The Brawler was surprised and disappointed by Rick "Shark and Shepherd" Esenberg's article "Making Wisconsin the Health Care Migration Capital" in the latest issue of the WPRI's house organ, Wisconsin Interest.
He was surprised because when Esenberg made his central point on his blog -- that, if enacted, Healthy Wisconsin would be a magnet for sick folks across the country -- it was shot down by Seth Zlotocha. Zlotocha effectively noted that BadgerCare already picked up the costs for kids of low-income parents -- and had not caused a massive influx of health care chiselers.

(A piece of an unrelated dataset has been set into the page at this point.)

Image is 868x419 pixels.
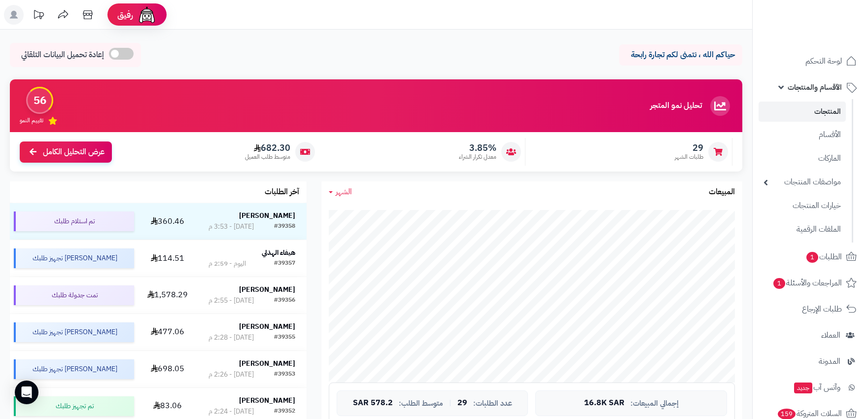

The Brawler was disappointed because in his piece Esenberg says this:
Wisconsin was once a welfare magnet, drawing people from states where benefits were, at the very most, several hundreds dollars per month lower than they were here. The stakes are much larger here as we run the risk of becoming a magnet for those who are likely to incur tens or hundreds of thousands of dollars in health care costs.
The Brawler was disappointed with this because there is no proof -- none -- that Wisconsin's welfare benefits were a magnet for poor people from other states. It was a fine bit of race baiting by Tommy Thompson. But there was no evidence that welfare benefits played any role in attracting people to Wisconsin.
From the 2/5/89 Los Angeles Times:
A study commissioned by the state three years ago concluded that, by and large, the answer was "no." Paul Voss, a University of Wisconsin demographer who authored the report, said interviews with thousands of newly arrived welfare recipients found that the overwhelming reasons most gave for moving were to be near family and friends. "Lowering welfare benefits is not going to make much of a dent in the flood of migrants," Voss predicted.
How little evidence was there that welfare bennies were drawing people to Wisconsin? So little that even the WPRI could insinuate, but it couldn't assert, a connection:
From the same story:
However, a recent study by the Wisconsin Policy Research Institute, a Milwaukee-based conservative think tank, hints that the answer may be "yes." According to the report, which analyzed three years of residency data for welfare applicants, newcomers accounted for 29% of all newly opened AFDC cases statewide and 43% of all the new cases in the Milwaukee area and other counties close to Illinois.
John Wahner, one of the authors, cautioned that his report made no attempt to conclude why welfare recipients were flocking here. Still, Wahner, a former Democratic leader in the state Assembly and until recently head of the Milwaukee County Department of Health and Human Services, said the study raised "disturbing" questions.
"I think it's honest to ask whether in addition to coping with our own poor, do we really have to be responsible for everybody who comes up the interstate," he said.
It's disappointing Esenberg would make this sort of unsubstantiated claim. You expect it from Sykes. You expect a little more from the Shark.
It's even more disappointing given that the Shark is one of the few conservative voices who actually engages in the issue of poverty and he passes along this bunk.